Work instruction – Look below for the line containing "This screenshot has height=756, width=535.". Write out that line and the rest through the last one, exactly as they appear, but without pictures.

Record extracts –

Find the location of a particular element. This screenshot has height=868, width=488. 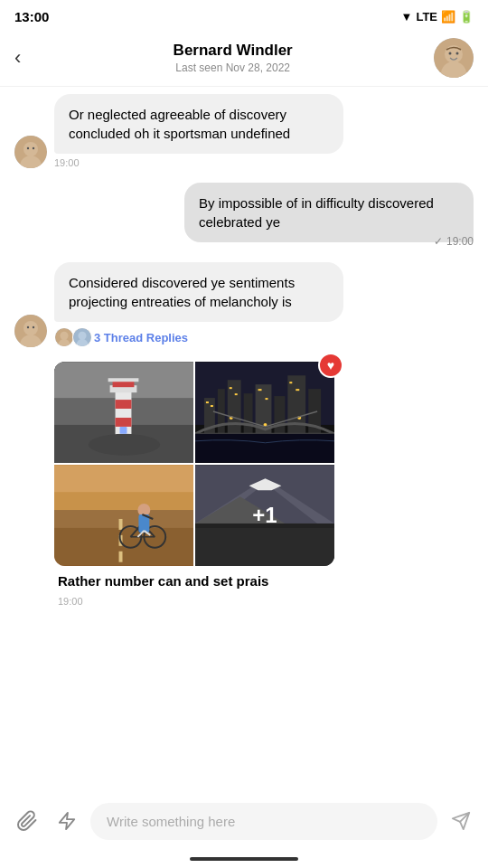

avatar-svg is located at coordinates (454, 58).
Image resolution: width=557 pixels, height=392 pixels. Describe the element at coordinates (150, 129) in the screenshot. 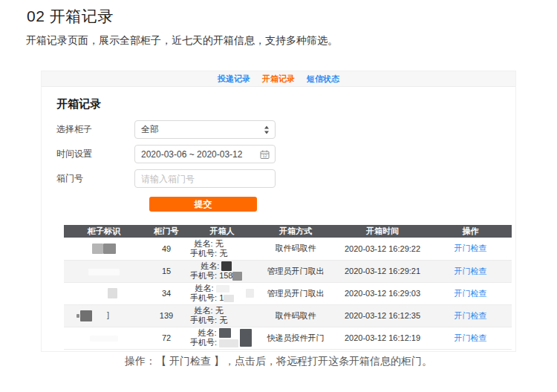

I see `cabinet-select-value: 全部` at that location.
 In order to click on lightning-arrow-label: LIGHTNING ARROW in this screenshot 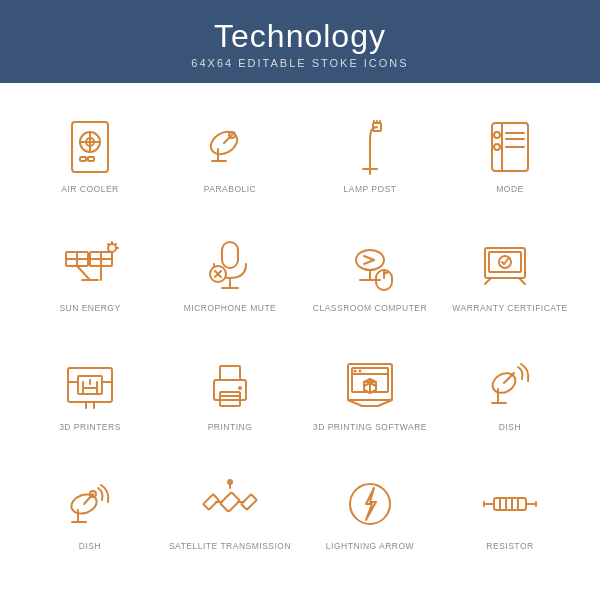, I will do `click(370, 546)`.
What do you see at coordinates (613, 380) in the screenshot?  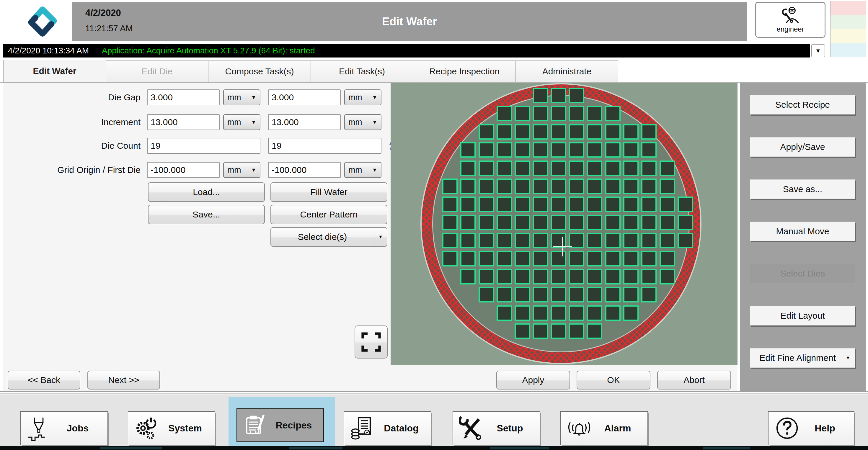 I see `ok-button: OK` at bounding box center [613, 380].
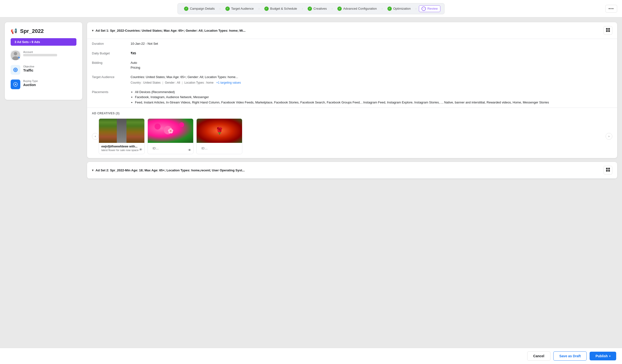 The width and height of the screenshot is (622, 364). Describe the element at coordinates (93, 31) in the screenshot. I see `chevron-down-icon-1: ▾` at that location.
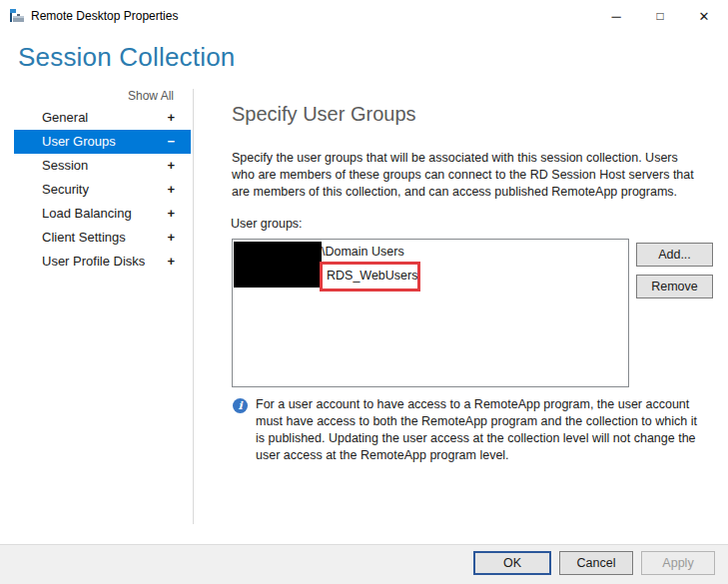 This screenshot has width=728, height=584. What do you see at coordinates (240, 405) in the screenshot?
I see `info-icon: i` at bounding box center [240, 405].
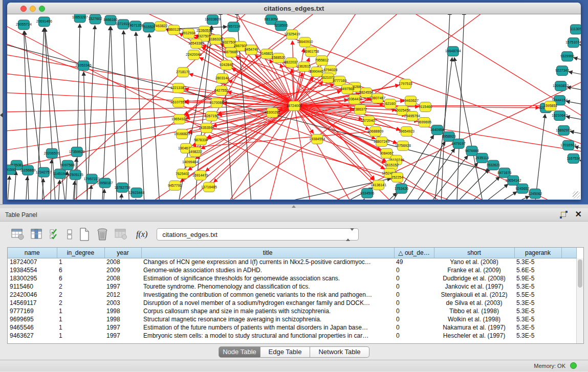 Image resolution: width=588 pixels, height=372 pixels. Describe the element at coordinates (379, 185) in the screenshot. I see `graph-node: 14136141` at that location.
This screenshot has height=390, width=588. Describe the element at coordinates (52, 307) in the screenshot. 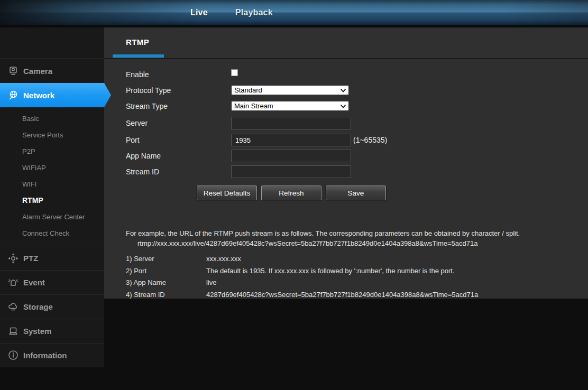

I see `sidebar-item-storage: Storage` at that location.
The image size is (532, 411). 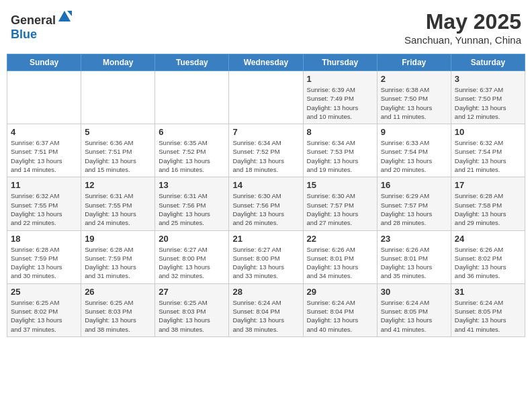 I want to click on logo: General Blue, so click(x=42, y=26).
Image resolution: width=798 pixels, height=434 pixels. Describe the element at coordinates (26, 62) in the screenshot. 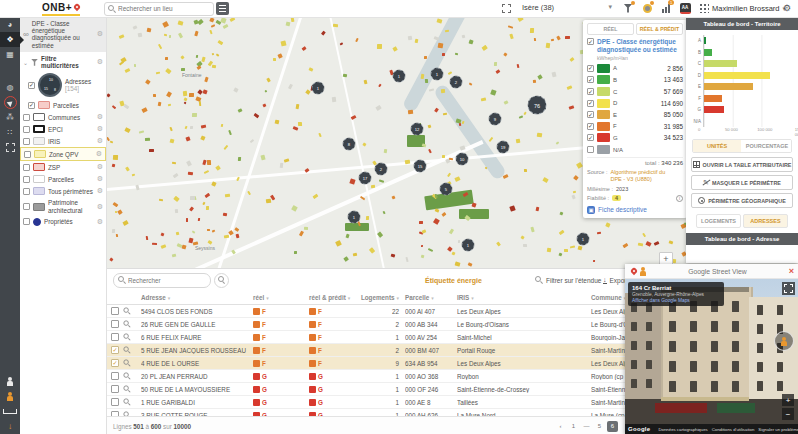

I see `chevron-icon: ⌄` at that location.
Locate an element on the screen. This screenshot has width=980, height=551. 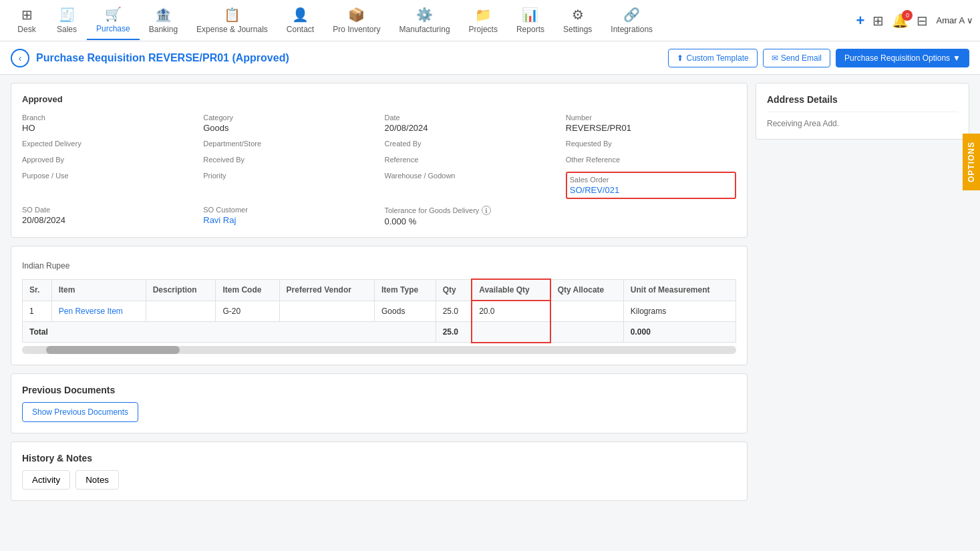
integrations-icon: 🔗 is located at coordinates (632, 15).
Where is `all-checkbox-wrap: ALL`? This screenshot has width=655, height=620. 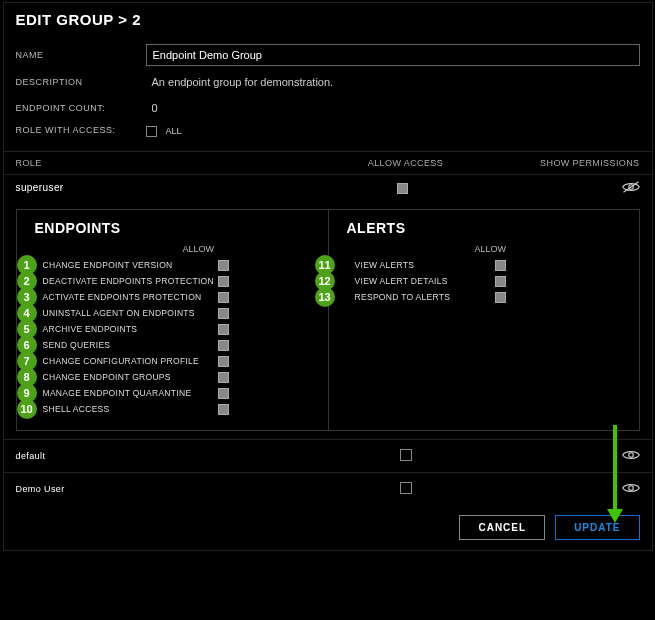 all-checkbox-wrap: ALL is located at coordinates (164, 130).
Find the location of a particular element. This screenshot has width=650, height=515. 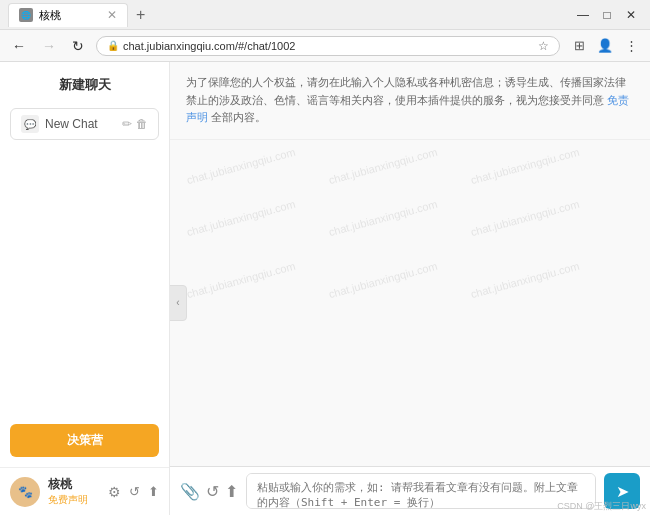

csdn-watermark: CSDN @王烈三日wyx is located at coordinates (602, 506).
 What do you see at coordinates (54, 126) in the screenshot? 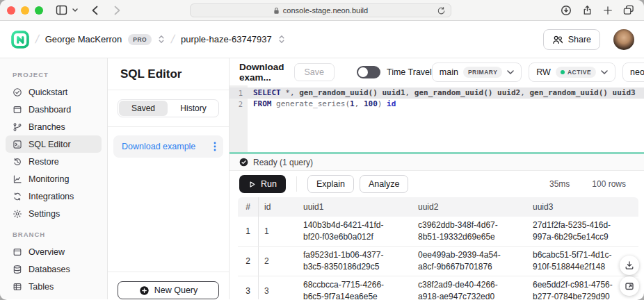
I see `sidebar-item-branches: Branches` at bounding box center [54, 126].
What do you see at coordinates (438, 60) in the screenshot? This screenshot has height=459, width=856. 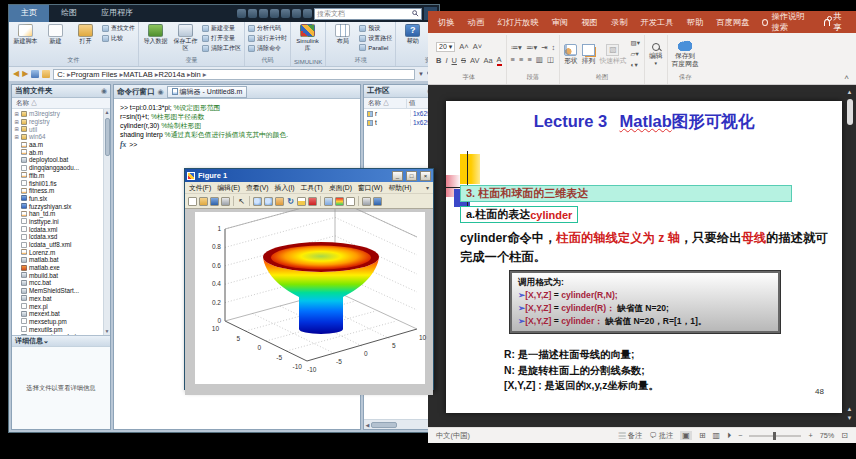 I see `bold-button: B` at bounding box center [438, 60].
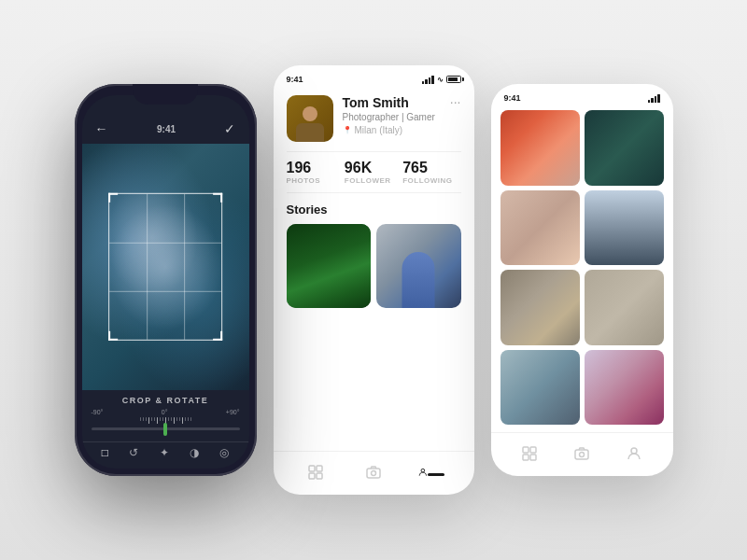 The image size is (747, 560). Describe the element at coordinates (295, 79) in the screenshot. I see `profile-time: 9:41` at that location.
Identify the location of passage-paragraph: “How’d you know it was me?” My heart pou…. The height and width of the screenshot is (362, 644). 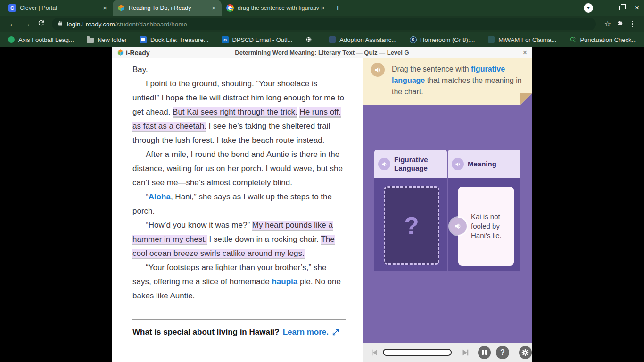
(239, 239).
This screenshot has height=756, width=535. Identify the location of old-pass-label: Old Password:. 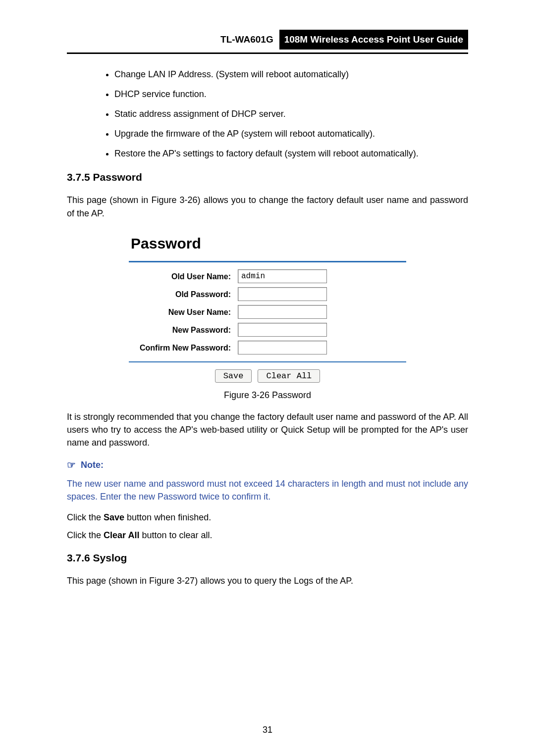
(183, 294).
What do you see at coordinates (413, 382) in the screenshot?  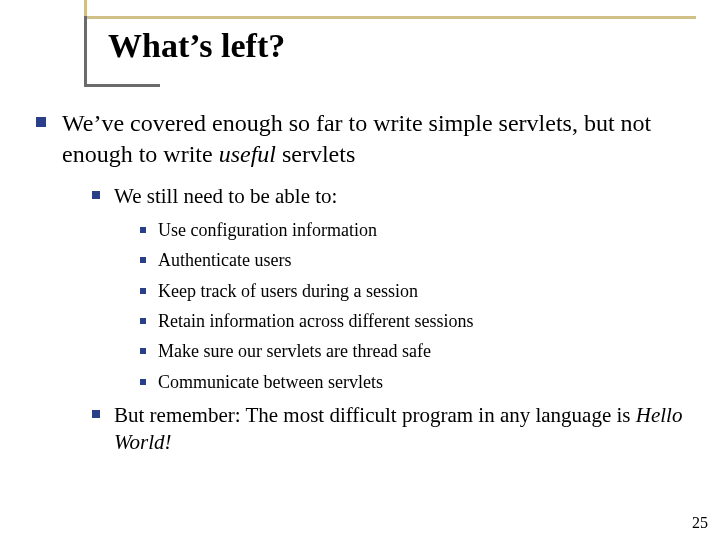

Solution to this exercise –
This screenshot has height=756, width=535. Identify the location of old-pass-label: Old Password:. 
(183, 294).
What do you see at coordinates (413, 382) in the screenshot?  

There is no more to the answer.